Solved – Identifying the time lag between cause and effect

causalitypanel datarregressiontime series

What approaches exist to observe the time lag between two variables?

I need to analyze the relationship between blood pressure and some other factor, such as exercise. The data set I am drawing from has around 1800 individuals, with an average of 100 entries a piece. It is generally known that there is a strong relationship between exercise level and blood pressure. However, if a person increases their steps to 8000+ a day, how long will it take for their blood pressure to drop? I am new to this type of analysis, and this is a challenge I have been thinking about for weeks.

I don't know if anyone wants to comment on possible approaches to this challenge or any issues surrounding it.

Some issues I have been dealing with:

  1. Is it better to treat this as a times series analysis or longitudinal data analysis?

    My understanding is that time series usually focuses on one variable with no missing data and is observed at consistent intervals, where as longitudinal is over a longer period and has inconsistent time intervals, dropouts, and missing data.

    The data I have seems to fit the longitudinal description more, but it also seems like time series could be used if I averaged the values by week so there would be no missing entries.
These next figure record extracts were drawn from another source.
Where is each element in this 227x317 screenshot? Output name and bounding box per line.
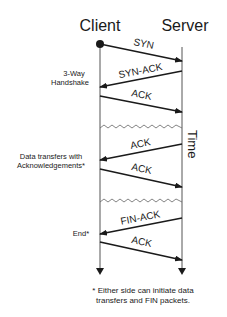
syn-ack-label: SYN-ACK: [117, 61, 163, 80]
handshake-label-line2: Handshake: [51, 78, 89, 87]
ack-label-4: ACK: [131, 234, 154, 249]
data-transfer-label-line1: Data transfers with: [20, 152, 83, 161]
client-lifeline-arrow-icon: [96, 268, 104, 275]
server-title: Server: [161, 17, 209, 34]
footnote-line2: transfers and FIN packets.: [96, 296, 190, 305]
time-label: Time: [185, 130, 200, 158]
end-label: End*: [73, 229, 89, 238]
ack-label-2: ACK: [129, 136, 152, 151]
ack-label-1: ACK: [131, 87, 154, 102]
data-transfer-label-line2: Acknowledgements*: [17, 161, 85, 170]
footnote-line1: * Either side can initiate data: [92, 286, 194, 295]
ack-label-3: ACK: [131, 161, 154, 176]
time-gap-zigzag-1: [100, 125, 182, 128]
tcp-sequence-diagram: Client Server SYN SYN-ACK ACK Time ACK A…: [0, 0, 227, 317]
server-lifeline-arrow-icon: [178, 268, 186, 275]
time-gap-zigzag-2: [100, 199, 182, 202]
handshake-label-line1: 3-Way: [63, 69, 85, 78]
syn-label: SYN: [133, 36, 155, 51]
client-title: Client: [80, 17, 121, 34]
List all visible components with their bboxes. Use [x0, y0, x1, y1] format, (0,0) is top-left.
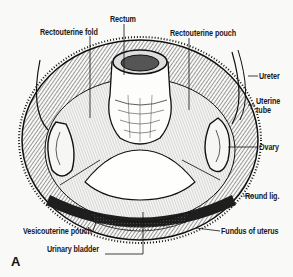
label-rectouterine-pouch: Rectouterine pouch [170, 29, 236, 38]
label-ureter: Ureter [259, 72, 280, 81]
anatomical-figure: Rectum Rectouterine fold Rectouterine po… [0, 0, 293, 277]
panel-letter: A [11, 254, 20, 269]
label-urinary-bladder: Urinary bladder [47, 245, 99, 254]
label-vesicouterine-pouch: Vesicouterine pouch [23, 227, 92, 236]
label-round-ligament: Round lig. [245, 192, 279, 201]
label-rectum: Rectum [110, 15, 136, 24]
label-rectouterine-fold: Rectouterine fold [40, 28, 98, 37]
label-uterine-tube-line2: tube [256, 106, 271, 115]
label-fundus-of-uterus: Fundus of uterus [221, 227, 278, 236]
label-ovary: Ovary [259, 143, 279, 152]
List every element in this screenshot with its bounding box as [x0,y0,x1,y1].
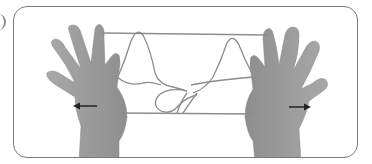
illustration-frame [13,6,358,158]
left-hand [47,25,127,158]
right-hand [245,27,328,157]
partial-figure-label [0,14,6,30]
string-loops [102,32,269,114]
string-figure-illustration [14,7,357,157]
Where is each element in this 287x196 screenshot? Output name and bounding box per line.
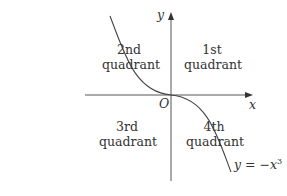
quadrant-3-label: 3rd quadrant	[99, 119, 155, 149]
origin-label: O	[159, 96, 169, 111]
quadrant-1-line1: 1st	[184, 42, 240, 57]
quadrant-4-line2: quadrant	[186, 134, 242, 149]
equation-op: =	[245, 157, 255, 172]
equation-lhs: y	[234, 157, 241, 172]
y-axis-label: y	[157, 7, 164, 22]
quadrant-3-line1: 3rd	[99, 119, 155, 134]
quadrant-4-label: 4th quadrant	[186, 119, 242, 149]
quadrant-2-line2: quadrant	[102, 57, 156, 72]
quadrant-2-label: 2nd quadrant	[102, 42, 156, 72]
quadrant-1-line2: quadrant	[184, 57, 240, 72]
quadrant-3-line2: quadrant	[99, 134, 155, 149]
quadrant-2-line1: 2nd	[102, 42, 156, 57]
equation-exponent: 3	[277, 157, 282, 166]
curve-equation-label: y = −x3	[234, 154, 282, 172]
quadrant-4-line1: 4th	[186, 119, 242, 134]
quadrant-1-label: 1st quadrant	[184, 42, 240, 72]
equation-rhs: −x	[260, 157, 278, 172]
x-axis-label: x	[249, 97, 256, 112]
y-axis-arrow-icon	[168, 12, 174, 20]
I'm not sure about the pros and cons of each approach.

  2. Should I be fitting a causal model, or would some other method like regression be more helpful?

    I've been looking at various possible causal models, for example Marginal Structural Models (MSM) or Structural Nested Models (SNM), but there seem to be very little information on their application. I did find one R package that applied inverse probability weights and then used Cox proportional hazards regression model on a survival object (MSM), but that seemed to be focus on weighting for confounding and right censoring. Its result was a correlation coefficient, which I don't think helps me.

    So I'm not sure if fitting a causal model is what I want, because that seems to be more focused on the making intellectually satisfying assumptions about relationships within the data and then determining the degree of causality, rather than providing information about time lag.

    If anyone knows about MSM, SNM, their use in R, or how they might relate to this problem, that would be awesome to hear.

  3. What about survival analysis or SEM?

    I haven't explored these options very in-depth yet but they sound potentially relevant.

I've kind of stalled, so any hints about what direction I might want to go would be really appreciated.

Thanks in advance.

Best Answer

When comparing two time series for lead/lag relationships we estimate the cross-correlation function. A statistically significantly high value of this at a particular lag may be indicative of a relationship like the one you are looking for.